It’s Linux. On An ESP32

By today’s standards, the necessities for running a Linux-based operating system are surprisingly meagre in terms of RAM and processor power. Back in the day we ran earlier Linux versions on Intel 386 and 486 machines with tiny quantities of memory compared to the multi-gigabyte many-core powerhouses we do today.

So it stands to reason that many of the more powerful microcontrollers should also run Linux, but of course they are often unable because the lack a memory management unit. The original ESP32 is just such a candidate, plenty of power but unable to run Linux. Not so fast, because [Dror Gluska] has managed to boot a Linux kernel on Espressif’s dual-core chip. How on earth? By emulating a RISC-V processor on it and booting a RISC-V version of the kernel.

The emulator in question is [Fabrice Belard]’s TinyEMU, a piece of software that brings both RISC-V and x86 to limited-spec platforms, and the write-up describes the extensive optimization and tracing of ESP32 bottlenecks which was finally able to get a Linux kernel booting in 1 minute and 35 seconds. Of course it’s simply an exercise to prove it can be done and we won’t be seeing Linux-based ESP projects any time soon, but it’s still an impressive piece of work.

This isn’t the lowest-spec microcontroller we’ve seen run Linux, back in 2012 we saw it on emulated ARM running on an 8-bit AVR.

30 thoughts on “It’s Linux. On An ESP32

      1. Linux does not need a mmu. The J2 core (a sh2 clone) does not have a mmu and does run Linux.
        If you run Linux in nommu mode, every program is running like it is run by root and has no protection of its memory.
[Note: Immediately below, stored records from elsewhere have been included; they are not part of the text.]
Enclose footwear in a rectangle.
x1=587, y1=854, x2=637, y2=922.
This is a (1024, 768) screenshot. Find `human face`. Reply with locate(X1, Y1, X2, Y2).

In other words, a MMU with paging is required for security.

          1. There is no virtual memory and no Copy on Write. mmap uses the get_unmapped_area hook to ask the driver which address to use for the mapping, so the first parameter of mmap has no effect.

  1. Taking into account the relatively slow device and the many emulation layers, I find quite impressive that the kernel boots in 1 minute and 35 seconds. I find these useless projects pretty fun and interesting!

      1. Things were slow back in the day, for sure. SSDs have been a miracle, Win10 computers I built for my kids both go from fully shut down to Windows desktop in 7 seconds, counting time to enter the PIN; mine is only a hair slower, but it’s also older.

        Seems like only a few years ago when it was normal to hit the power button, and then go get a drink while the computer warms itself up to being usable!

        1. Yes! It was normal for me to have to wait 30 min for my win 10 pc to start. I switched to Linux, that sped up boot alot (but still relatively slow), and now with an SSD i’m running arch and it’s up in seconds.

  2. I was involved in a port of Linux to a nommu Xtensa in 2009. Nobody ever used that port, so I requested removal from the mainline kernel five years later. It had 512 MB of RAM though IIRC.

    1. We’ve removed the s6000 platform, but not the entire noMMU support.
      I was able to boot v5.19 linux kernel built for XIP on ESP32 with 8MB PSRAM, but to run useful userspace on it the FDPIC support in the toolchain is needed, because AFAIU it isn’t possible to run code from the PSRAM ):

  3. The main issue with the ESP platform is that it’s too closed source. You may not notice if you’re just writing applications using the Arduino environment, but its binary blobs for the WiFi driver actually contain a FreeRTOS kernel so if you want to run any other OS, sucks to be you.
    I still hope sooner or later the community will reverse engineer the WiFi driver and make a binary-blob-free firmware. Only then it will be possible to run Linux or any RTOS natively on the ESP.

    1. They are improving (moving codes from binary to ESP-IDF as much as they can, AFAIK, they can’t disclose the code due to their contract to IP vendor) and AFAIK, it is not impossible to use it with other OS.

      Though I agree it is hard to use the driver in other OS tho.

        1. Like perillamint said if it is a contract with another vendor that stops them from releasing the code then the same vendor probably would stop them from releasing documents about the hardware too, it’s not as simple as just release the documentation.

  4. They are improving (moving codes from binary to ESP-IDF as much as they can, AFAIK, they can’t disclose the code due to their contract to IP vendor) and AFAIK, it is not impossible to use it with other OS.